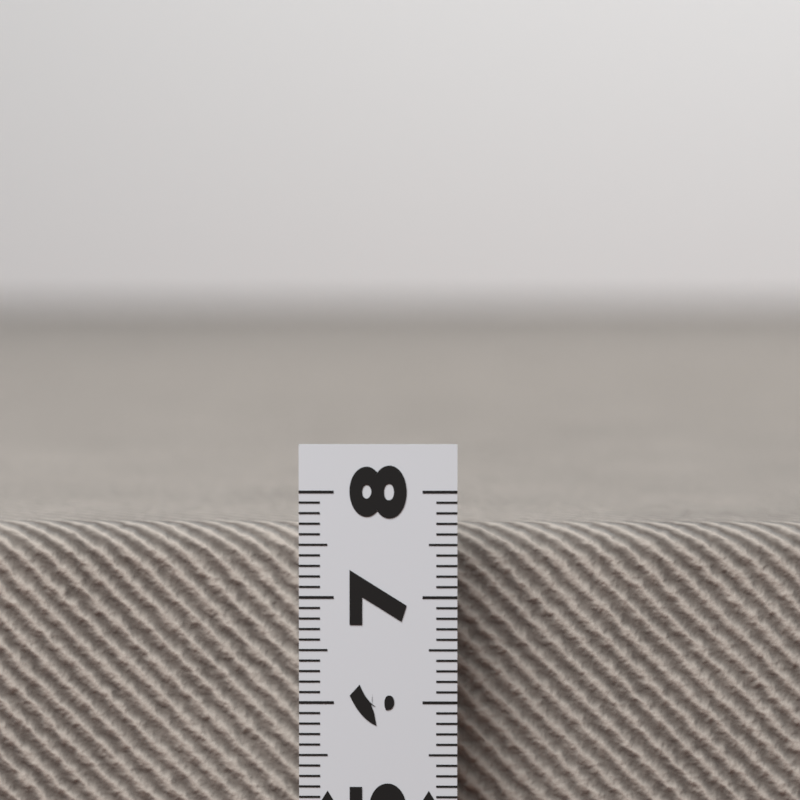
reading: 7.6 (no unit)
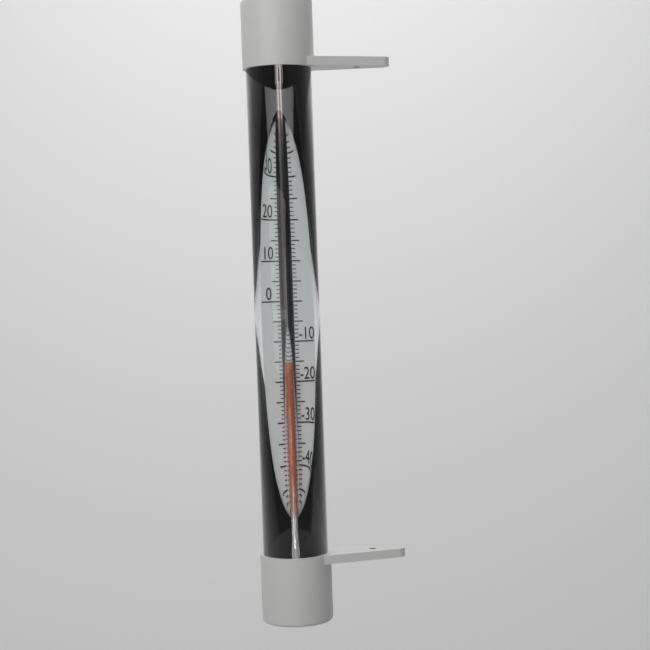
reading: -16 °C
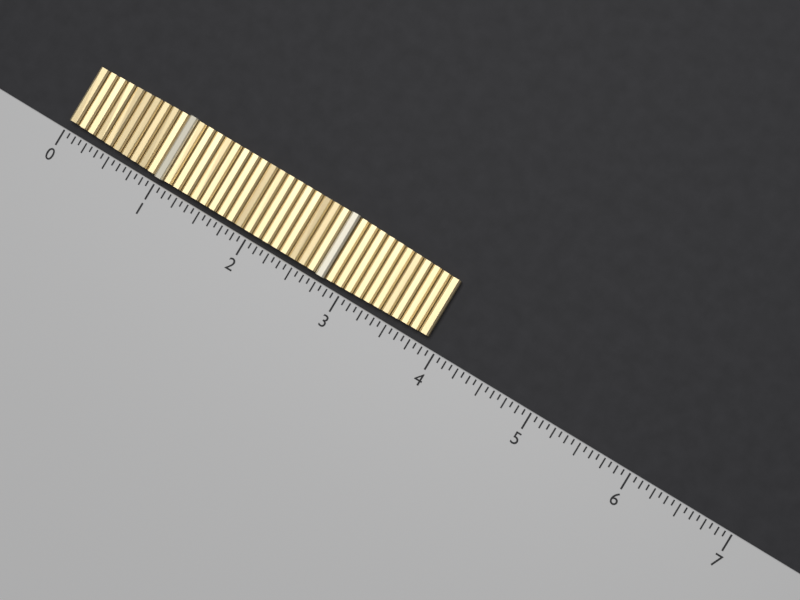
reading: 3.8750 (no unit)
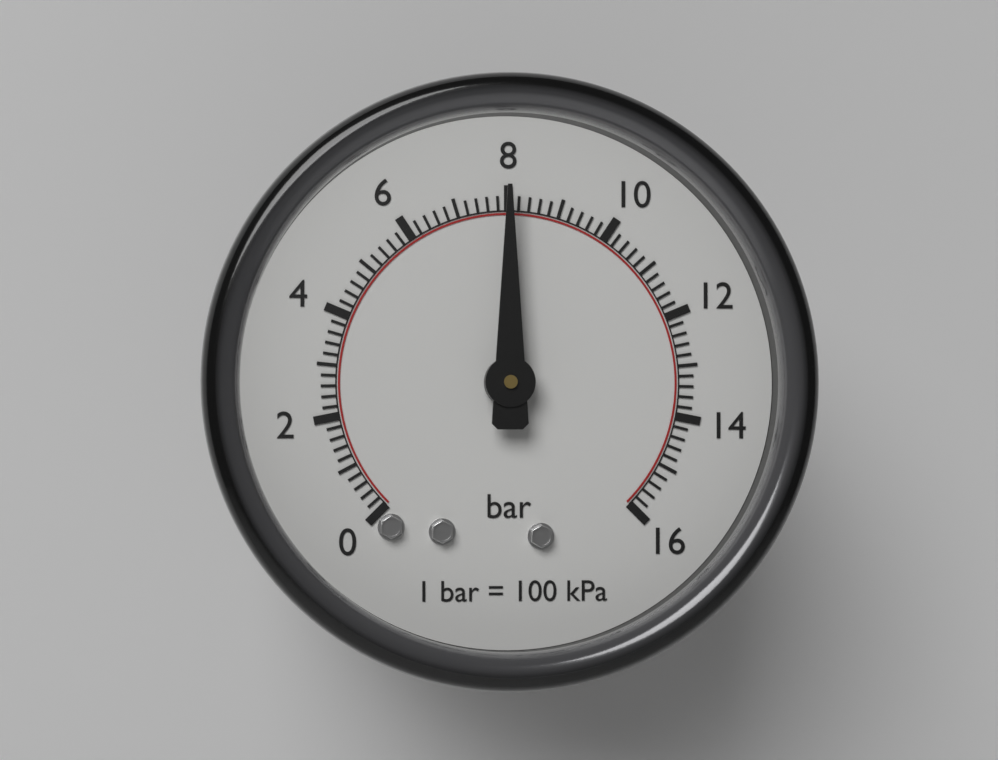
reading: 8.0 bar
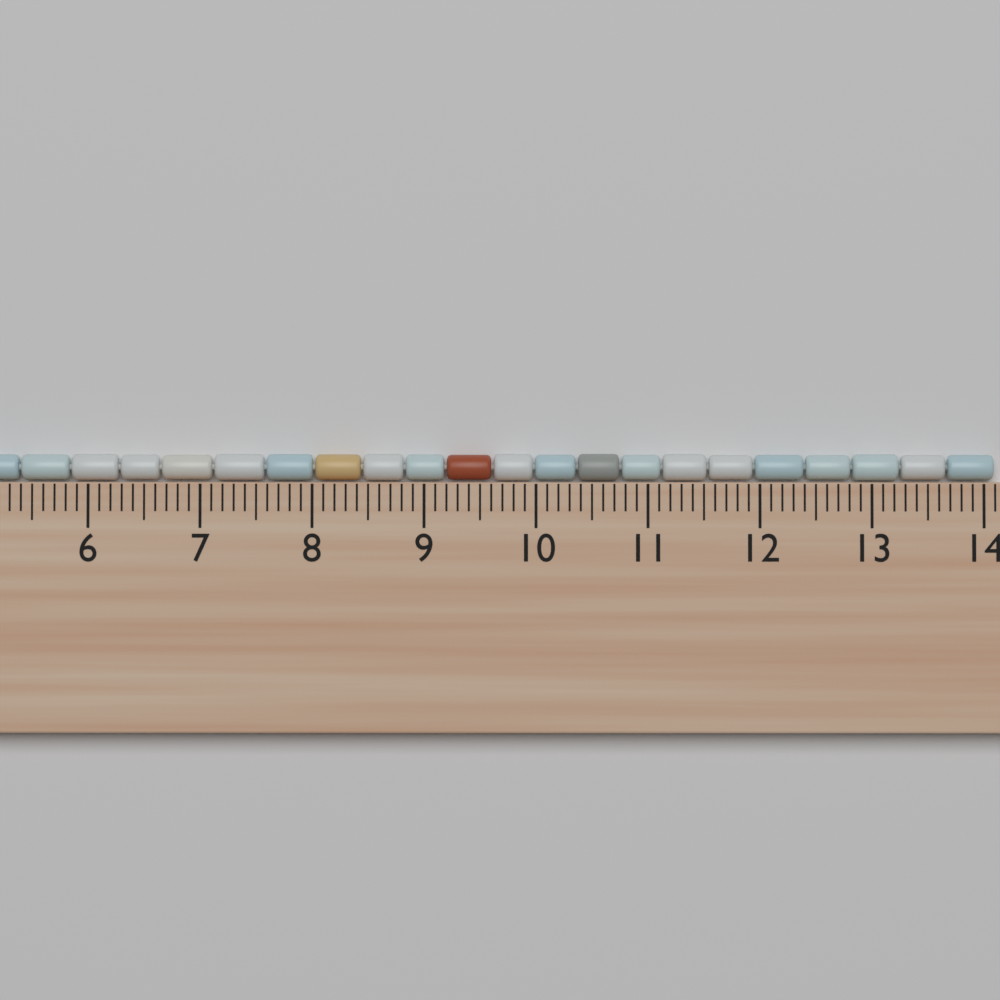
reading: 14.1 cm
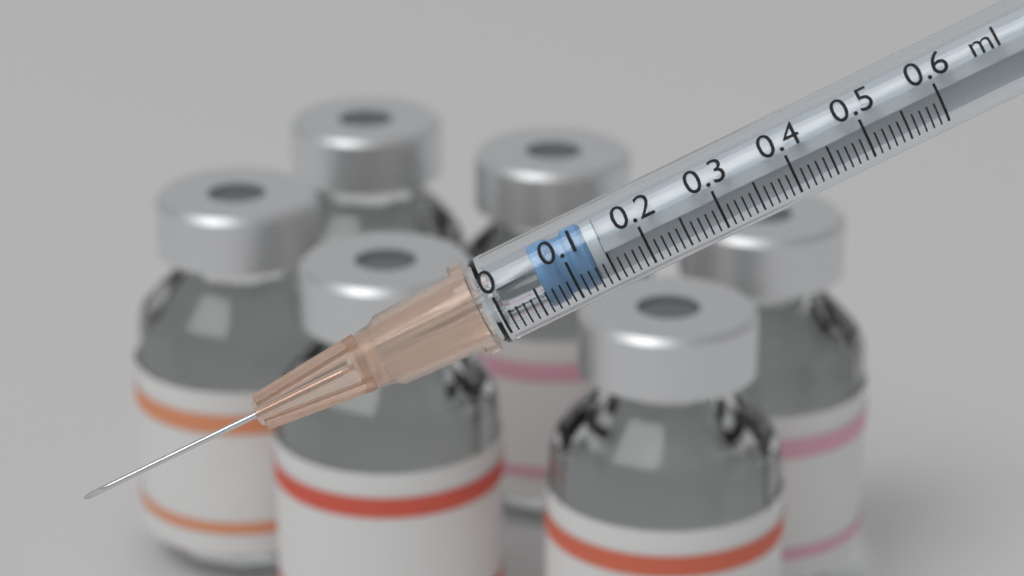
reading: 0.06 ml
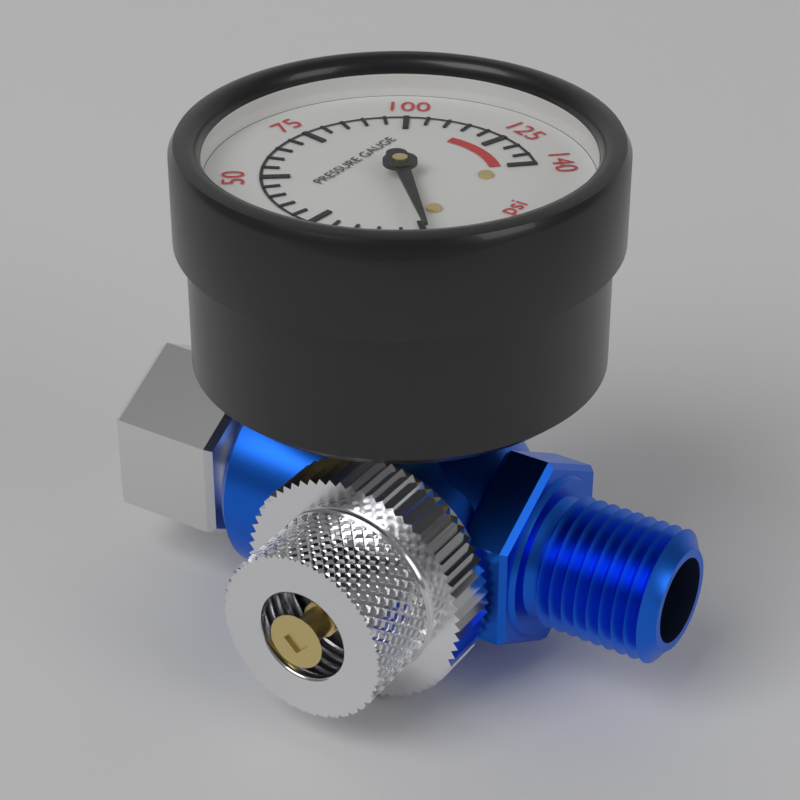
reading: 0 psi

☆ ☆ ☆ ☆

> _Your task_
Reproduce every entry above in full and exactly, though not its pictures.

> _Solution for this task_
reading: 7.6 (no unit)
reading: -16 °C
reading: 3.8750 (no unit)
reading: 8.0 bar
reading: 14.1 cm
reading: 0.06 ml
reading: 0 psi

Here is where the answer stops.